Thursday, September 3, 2009

More Meetings

Today started off with the full FOCUS meeting. We went through the basics and set up when we would have our ongoing professional development meetings, and tried to figure out when to have more full staff meetings. The problem is I work in the mornings, Steve (who I share the room with) only works afternoons, and Simone, who does career guidance, only works Mondays. So we will be having weekly Monday lunch meetings with everyone, and I may get paid for an extra half an hour. The principal backed me up on not having meetings after school where I would either have to wait around for three hours or leave and come back. After lunch we discussed how we are going to run the first week of school, with orientation, team building and schedule making. Next week Monday is Labor Day, and then on Tuesday we have interviews for potential incoming students. So in effect we have one extra planning day. I still have until the 14th before I start teaching.
I have now asked for textbooks, and hopefully I will get them. I actually have plenty of textbooks, but not the ones that the district is currently using. I am also trying to get the teacher's editions and the associated materials. The advantage of lining up my curriculum is that other math teachers at Alliance (other campuses) have done a lot of work aligning it with standards and developing learning targets. There is also a suggested pacing chart for the class. Some of the teachers do not share my desire to align the curriculum on the theory that we are an alternative school, and the students transferring in have probably already failed the district curriculum so I should do something new. Being a new teacher, I wanted to start with what is supported and work from there.
The main issue as I see it, is that the units in the texts do not always fall nicely into 18 day blocks. So I will want tests to see if students learned what I was trying to teach in the block, but these will not coincide with the end of the unit. Which will give students another opportunity to master the necessary concepts. I have also found that for the most part once a student starts taking math, they tend to stick with it until they complete their full year of credit in the class. So I will probably have a fairly consistent class, but it may sharply decrease half way if a lot of the students only need a half credit in that class.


■ **PROBLEM**
The answer must consist of every record below, reproduced exactly.

■ **Stored items from a collection**

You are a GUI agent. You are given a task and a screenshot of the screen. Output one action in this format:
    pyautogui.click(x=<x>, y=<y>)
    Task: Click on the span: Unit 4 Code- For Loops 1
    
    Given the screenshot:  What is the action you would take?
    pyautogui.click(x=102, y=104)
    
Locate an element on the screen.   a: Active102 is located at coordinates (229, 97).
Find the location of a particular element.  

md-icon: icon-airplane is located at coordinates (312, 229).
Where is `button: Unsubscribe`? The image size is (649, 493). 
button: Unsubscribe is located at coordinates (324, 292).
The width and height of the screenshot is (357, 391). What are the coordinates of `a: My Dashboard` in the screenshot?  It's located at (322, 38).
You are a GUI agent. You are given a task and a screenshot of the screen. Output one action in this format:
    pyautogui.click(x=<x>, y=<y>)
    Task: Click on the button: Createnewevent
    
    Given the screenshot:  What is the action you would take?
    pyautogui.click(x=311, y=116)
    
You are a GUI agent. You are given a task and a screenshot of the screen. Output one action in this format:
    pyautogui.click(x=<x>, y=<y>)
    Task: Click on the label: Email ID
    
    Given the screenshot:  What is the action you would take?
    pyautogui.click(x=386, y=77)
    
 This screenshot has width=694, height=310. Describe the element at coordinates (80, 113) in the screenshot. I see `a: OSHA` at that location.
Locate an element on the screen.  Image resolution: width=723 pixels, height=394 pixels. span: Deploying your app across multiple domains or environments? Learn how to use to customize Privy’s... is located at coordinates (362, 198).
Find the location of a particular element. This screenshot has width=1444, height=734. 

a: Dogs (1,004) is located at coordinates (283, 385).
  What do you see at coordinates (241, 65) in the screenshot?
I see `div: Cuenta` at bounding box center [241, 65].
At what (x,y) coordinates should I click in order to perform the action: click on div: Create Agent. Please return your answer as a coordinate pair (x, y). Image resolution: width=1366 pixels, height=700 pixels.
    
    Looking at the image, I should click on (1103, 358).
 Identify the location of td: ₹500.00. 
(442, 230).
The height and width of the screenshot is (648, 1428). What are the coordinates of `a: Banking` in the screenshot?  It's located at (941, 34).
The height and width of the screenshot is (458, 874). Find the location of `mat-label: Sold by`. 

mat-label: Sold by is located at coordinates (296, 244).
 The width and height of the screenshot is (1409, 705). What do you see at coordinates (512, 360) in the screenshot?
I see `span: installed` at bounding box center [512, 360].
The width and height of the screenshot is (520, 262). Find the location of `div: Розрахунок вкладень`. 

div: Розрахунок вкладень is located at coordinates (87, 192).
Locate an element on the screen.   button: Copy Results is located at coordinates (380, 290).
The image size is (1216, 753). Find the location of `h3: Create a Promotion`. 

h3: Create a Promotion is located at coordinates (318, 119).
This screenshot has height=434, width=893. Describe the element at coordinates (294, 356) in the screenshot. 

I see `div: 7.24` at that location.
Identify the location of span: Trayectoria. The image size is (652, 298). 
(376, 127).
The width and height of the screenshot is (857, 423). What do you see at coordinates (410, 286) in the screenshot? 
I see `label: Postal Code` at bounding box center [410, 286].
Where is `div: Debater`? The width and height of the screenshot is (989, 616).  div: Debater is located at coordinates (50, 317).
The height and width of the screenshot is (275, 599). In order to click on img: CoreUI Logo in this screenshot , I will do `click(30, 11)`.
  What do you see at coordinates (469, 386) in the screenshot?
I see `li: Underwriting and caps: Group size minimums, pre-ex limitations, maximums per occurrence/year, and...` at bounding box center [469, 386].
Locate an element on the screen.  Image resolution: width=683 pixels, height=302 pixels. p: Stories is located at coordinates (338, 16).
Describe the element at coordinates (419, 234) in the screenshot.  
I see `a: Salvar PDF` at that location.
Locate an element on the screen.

■ **FINISHED TASK**
You are a GUI agent. You are given a task and a screenshot of the screen. Output one action in this format:
    pyautogui.click(x=<x>, y=<y>)
    Task: Click on the span: Unit 4 Code- For Loops 1
    
    Given the screenshot:  What is the action you would take?
    pyautogui.click(x=102, y=104)
    
Locate an element on the screen.   a: Active102 is located at coordinates (229, 97).
Find the location of a particular element.  

md-icon: icon-airplane is located at coordinates (312, 229).
Where is `button: Unsubscribe`? The image size is (649, 493). 
button: Unsubscribe is located at coordinates (324, 292).
The width and height of the screenshot is (357, 391). What are the coordinates of `a: My Dashboard` in the screenshot?  It's located at (322, 38).
You are a GUI agent. You are given a task and a screenshot of the screen. Output one action in this format:
    pyautogui.click(x=<x>, y=<y>)
    Task: Click on the button: Createnewevent
    
    Given the screenshot:  What is the action you would take?
    pyautogui.click(x=311, y=116)
    
You are a GUI agent. You are given a task and a screenshot of the screen. Output one action in this format:
    pyautogui.click(x=<x>, y=<y>)
    Task: Click on the label: Email ID
    
    Given the screenshot:  What is the action you would take?
    pyautogui.click(x=386, y=77)
    
 This screenshot has width=694, height=310. Describe the element at coordinates (80, 113) in the screenshot. I see `a: OSHA` at that location.
Locate an element on the screen.  Image resolution: width=723 pixels, height=394 pixels. span: Deploying your app across multiple domains or environments? Learn how to use to customize Privy’s... is located at coordinates (362, 198).
Find the location of a particular element. This screenshot has width=1444, height=734. 

a: Dogs (1,004) is located at coordinates (283, 385).
  What do you see at coordinates (241, 65) in the screenshot?
I see `div: Cuenta` at bounding box center [241, 65].
At what (x,y) coordinates should I click in order to perform the action: click on div: Create Agent. Please return your answer as a coordinate pair (x, y). Image resolution: width=1366 pixels, height=700 pixels.
    
    Looking at the image, I should click on (1103, 358).
 Identify the location of td: ₹500.00. 
(442, 230).
The height and width of the screenshot is (648, 1428). What are the coordinates of `a: Banking` in the screenshot?  It's located at (941, 34).
The height and width of the screenshot is (458, 874). Find the location of `mat-label: Sold by`. 

mat-label: Sold by is located at coordinates (296, 244).
 The width and height of the screenshot is (1409, 705). What do you see at coordinates (512, 360) in the screenshot?
I see `span: installed` at bounding box center [512, 360].
The width and height of the screenshot is (520, 262). Find the location of `div: Розрахунок вкладень`. 

div: Розрахунок вкладень is located at coordinates (87, 192).
Locate an element on the screen.   button: Copy Results is located at coordinates (380, 290).
The image size is (1216, 753). Find the location of `h3: Create a Promotion`. 

h3: Create a Promotion is located at coordinates (318, 119).
This screenshot has height=434, width=893. Describe the element at coordinates (294, 356) in the screenshot. 

I see `div: 7.24` at that location.
Identify the location of span: Trayectoria. The image size is (652, 298). 
(376, 127).
The width and height of the screenshot is (857, 423). What do you see at coordinates (410, 286) in the screenshot? 
I see `label: Postal Code` at bounding box center [410, 286].
Where is `div: Debater`? The width and height of the screenshot is (989, 616).  div: Debater is located at coordinates (50, 317).
The height and width of the screenshot is (275, 599). In order to click on img: CoreUI Logo in this screenshot , I will do `click(30, 11)`.
  What do you see at coordinates (469, 386) in the screenshot?
I see `li: Underwriting and caps: Group size minimums, pre-ex limitations, maximums per occurrence/year, and...` at bounding box center [469, 386].
Locate an element on the screen.  Image resolution: width=683 pixels, height=302 pixels. p: Stories is located at coordinates (338, 16).
Describe the element at coordinates (419, 234) in the screenshot.  
I see `a: Salvar PDF` at that location.
Locate an element on the screen.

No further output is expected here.